Gartered trogon
The gartered violaceous trogon, also known as the northern violaceous trogon, is a bird in the family Trogonidae, the quetzals and trogons. It is found in Mexico, all of Central America, and Colombia, Ecuador, Peru, and Venezuela.
Taxonomy and systematics
Until the early 2000s, what are now the gartered trogon and the Amazonian trogon were considered subspecies of the violaceous trogon. The International Ornithological Committee, the Clements taxonomy, and the South American Classification Committee of the American Ornithological Society have implemented the split making them separate species and renaming T. violaceous the Guianan trogon. However, BirdLife International's Handbook of the Birds of the World retains them as subspecies. The classification schemes that treat the gartered trogon as a species assign three subspecies, the nominate T. c. caligatus, T. c. sallaei, and T. c. concinnus.Description
Most trogons have distinctive male and female plumages, with soft, often colorful, feathers. The gartered trogon is long and weighs. The nominate male's head, neck, and upper breast are a violet-blue. The face and throat are black with a pale yellow ring around the eye. A narrow white band separates the upper breast from the bright yellow lower breast and belly. The upperparts are metallic green. The tail's upperside is violet-blue with black feather tips; the underside has fine black and white bars and broad white feather tips. The wings are mostly black with some whitish inclusions. The female's head and face, upper breast, and upperparts are gray; the eyering is not complete, the belly is a duller yellow than the male's, and the underside of the tail has a different pattern of black and white.T. c. sallaei has a blackish head and upper breast and a blue nape and lower breast.
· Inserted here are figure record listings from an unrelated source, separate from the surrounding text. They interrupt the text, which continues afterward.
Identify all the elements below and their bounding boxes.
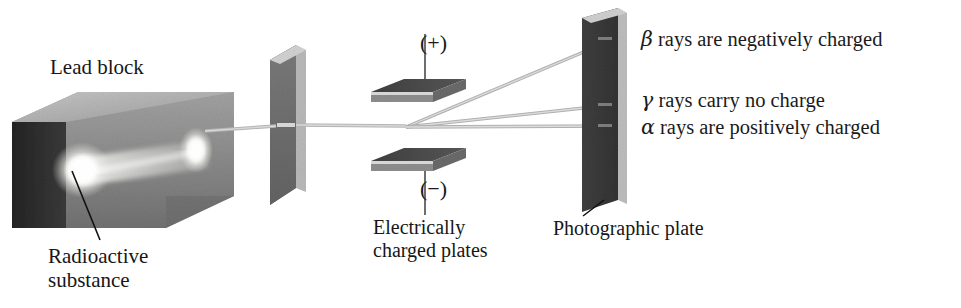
collimator-slit — [277, 123, 295, 127]
gamma-symbol: γ — [641, 88, 653, 112]
beta-symbol: β — [641, 27, 653, 51]
label-positive-polarity: (+) — [420, 30, 447, 56]
annotation-gamma-rays: γ rays carry no charge — [641, 88, 825, 112]
negative-plate — [371, 148, 466, 215]
label-photographic-plate: Photographic plate — [553, 217, 704, 240]
gamma-text: rays carry no charge — [653, 89, 825, 111]
label-radioactive-substance: Radioactive substance — [48, 245, 148, 293]
label-negative-polarity: (−) — [420, 176, 447, 202]
figure-canvas: Lead block Radioactive substance Electri… — [0, 0, 961, 308]
beam-alpha — [406, 126, 612, 127]
annotation-alpha-rays: α rays are positively charged — [641, 115, 880, 139]
label-lead-block: Lead block — [50, 56, 144, 80]
alpha-text: rays are positively charged — [655, 116, 880, 138]
beta-text: rays are negatively charged — [653, 28, 883, 50]
annotation-beta-rays: β rays are negatively charged — [641, 27, 882, 51]
label-electrically-charged-plates: Electrically charged plates — [373, 216, 488, 262]
beam-gamma — [406, 105, 612, 127]
alpha-symbol: α — [641, 115, 655, 139]
positive-plate — [371, 34, 466, 102]
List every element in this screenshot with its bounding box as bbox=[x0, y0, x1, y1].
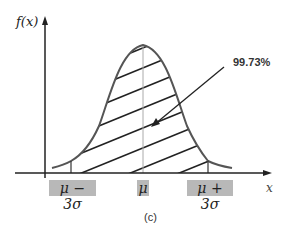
percentage-annotation: 99.73% bbox=[233, 56, 270, 68]
annotation-arrowhead-icon bbox=[151, 118, 160, 127]
tick-label-plus-3sigma: μ + 3σ bbox=[187, 180, 233, 196]
tick-label-mean: μ bbox=[137, 180, 149, 196]
annotation-arrow bbox=[155, 67, 224, 124]
y-axis-label: f(x) bbox=[16, 14, 38, 29]
x-axis-label: x bbox=[266, 181, 273, 195]
normal-distribution-diagram: f(x) x 99.73% μ − 3σ μ μ + 3σ (c) bbox=[0, 0, 290, 235]
y-axis-arrow-icon bbox=[42, 16, 48, 25]
bell-curve bbox=[52, 45, 232, 168]
figure-caption: (c) bbox=[144, 211, 157, 223]
tick-label-minus-3sigma: μ − 3σ bbox=[49, 180, 96, 196]
diagram-canvas bbox=[0, 0, 290, 235]
x-axis-arrow-icon bbox=[263, 170, 272, 176]
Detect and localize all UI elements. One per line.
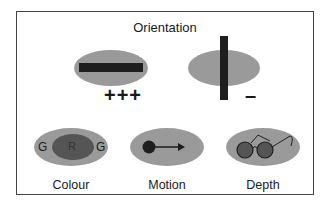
- horizontal-bar: [79, 63, 143, 72]
- dot-arrow-icon: [140, 136, 196, 158]
- colour-center-letter: R: [68, 140, 76, 152]
- glasses-icon: [228, 130, 300, 164]
- strong-response-symbol: +++: [104, 84, 142, 107]
- colour-surround-left: G: [38, 140, 47, 154]
- colour-label: Colour: [31, 178, 111, 192]
- weak-response-symbol: –: [245, 84, 257, 107]
- diagram-frame: [16, 11, 314, 195]
- colour-surround-right: G: [96, 140, 105, 154]
- motion-label: Motion: [127, 178, 207, 192]
- orientation-title: Orientation: [0, 20, 330, 35]
- depth-label: Depth: [223, 178, 303, 192]
- vertical-bar: [220, 36, 228, 100]
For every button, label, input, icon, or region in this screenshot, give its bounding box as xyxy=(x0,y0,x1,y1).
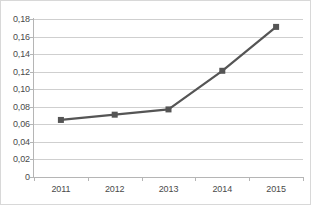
series-line-chart xyxy=(34,19,303,177)
x-axis-tick-label: 2011 xyxy=(34,184,88,200)
x-axis-tick-mark xyxy=(34,177,35,181)
y-axis-tick-mark xyxy=(30,54,34,55)
x-axis-tick-label: 2013 xyxy=(142,184,196,200)
y-axis-tick-label: 0,10 xyxy=(13,84,30,94)
data-point-marker xyxy=(219,68,225,74)
chart-container: 00,020,040,060,080,100,120,140,160,18 20… xyxy=(0,0,311,205)
y-axis-tick-label: 0,04 xyxy=(13,137,30,147)
x-axis-tick-mark xyxy=(142,177,143,181)
y-axis-tick-mark xyxy=(30,72,34,73)
data-point-marker xyxy=(273,24,279,30)
gridline xyxy=(34,177,303,178)
y-axis-tick-mark xyxy=(30,107,34,108)
y-axis-tick-mark xyxy=(30,159,34,160)
y-axis-tick-mark xyxy=(30,37,34,38)
y-axis-tick-label: 0,14 xyxy=(13,49,30,59)
y-axis-tick-label: 0,12 xyxy=(13,67,30,77)
series-line xyxy=(61,27,276,120)
y-axis-tick-label: 0,06 xyxy=(13,119,30,129)
x-axis-tick-label: 2014 xyxy=(195,184,249,200)
y-axis-tick-mark xyxy=(30,19,34,20)
y-axis-tick-mark xyxy=(30,89,34,90)
y-axis-tick-label: 0,16 xyxy=(13,32,30,42)
x-axis-tick-mark xyxy=(88,177,89,181)
y-axis-tick-labels: 00,020,040,060,080,100,120,140,160,18 xyxy=(1,1,30,207)
x-axis-tick-mark xyxy=(303,177,304,181)
y-axis-tick-mark xyxy=(30,142,34,143)
y-axis-tick-mark xyxy=(30,124,34,125)
x-axis-tick-label: 2012 xyxy=(88,184,142,200)
data-point-marker xyxy=(58,117,64,123)
data-point-marker xyxy=(166,106,172,112)
y-axis-tick-label: 0,02 xyxy=(13,154,30,164)
y-axis-tick-label: 0,08 xyxy=(13,102,30,112)
x-axis-tick-mark xyxy=(249,177,250,181)
x-axis-tick-label: 2015 xyxy=(249,184,303,200)
y-axis-tick-label: 0,18 xyxy=(13,14,30,24)
x-axis-tick-labels: 20112012201320142015 xyxy=(34,184,303,200)
x-axis-tick-mark xyxy=(195,177,196,181)
data-point-marker xyxy=(112,112,118,118)
series-markers xyxy=(58,24,279,123)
Its upperparts are a yellower green than the nominate's and the upper side of the tail is green. T. c. concinnus is similar to sallaei but its upperparts and tail are bluer.
Distribution and habitat
T. c. sallaei is the northernmost subspecies of gartered trogon. It is found on the Caribbean slope of central Mexico and from the Caribbean and Pacific slopes of southern Mexico through Belize, Guatemala, and El Salvador into northern Honduras and possibly into Nicaragua. T. c. concinnus is found from Costa Rica through most of Panama into western Colombia, and separately from western Ecuador into northwestern Peru. The nominate T. c. caligatus is found from the Caribbean slope of Panama's Darién Province through northern Colombia into western Venezuela. It is a year round resident in Mexico but its movements elsewhere, if any, are unknown.The gartered trogon is generally a bird of semi-open landscapes such as forest edges, clearings, gallery forest, secondary forest, and shaded coffee and cacao plantations. In Mexico it is also found in denser evergreen forest and rainforest. In elevation it ranges as high as in Central America but is generally more common in lowlands.